Corpus Christi Roman Catholic Church was built for the ages.
Built in 1916 on the southwest corner of 49th Street and Dr. Martin Luther King Jr. Drive, the Italian Renaissance revival-styled limestone church is a study in permanence — a rock that has weathered the Great Depression and decades of economic and social changes in Bronzeville.
Designed by architect Joseph W. McCarthy, Corpus Christi had 3,000 worshipers, a school and a convent during its heyday from the 1930s to the 1950s.
But after services Sunday, Corpus Christi will lock its bronze doors and close the grounds’ ornate wrought-iron gates for the last time.
That’s because the Chicago Roman Catholic Archdiocese is consolidating five predominantly Black churches on the South Side — Corpus Christi, St. Ambrose, St. Anselm, St. Elizabeth and Holy Angels — into a new single parish called Our Lady of Africa.
Once the doors of Corpus Christi are shut, the city will lose an interior of uncommon beauty. The church features an eye-popping vault-like ceiling with nearly 600 detailed octagonal coffers.
The treasure of stained-glass windows by the noted craftsman F.X. Zettler, depicting scenes such as the Eucharist, are bright and almost three-dimensional in depth and detail.
A lovely and contemplative enclosed courtyard — it looks like a small slice of Italy brought to the South Side — will be closed off.
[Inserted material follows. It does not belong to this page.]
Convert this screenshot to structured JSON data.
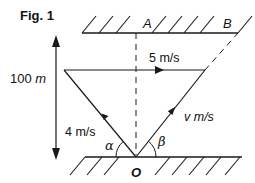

The church’s historian Larry Cope, a graphic designer, rightly called all he surveyed “beautiful” during our Friday walk through the edifice. What he said next was also true:
“It’s really costly to maintain this,” he said. “And with our congregation down to 100 to 150 members, we really couldn’t keep it up.”
Holy Angels will be the new parish’s home. St. Elizabeth, 50 E. 41st St., will become a heritage center for the Rev. Augustus Tolton, who escaped enslavement and became the country’s first recognized Black Catholic priest.
There are no immediate plans for Corpus Christi, St. Ambrose and St. Anselm. Their statuary, murals and other religious finery will be stored until they find their way to other churches in the archdiocese.
Cope and others are grateful the church’s work can contribute with the new consolidated parish.
“The church is not a building,” Cope said. “It’s the people.”
Lee Bey, former architecture critic for the Chicago Sun-Times, is the author of “Southern Exposure: The Overlooked Architecture of Chicago’s South Side” and a member of the Sun-Times editorial board.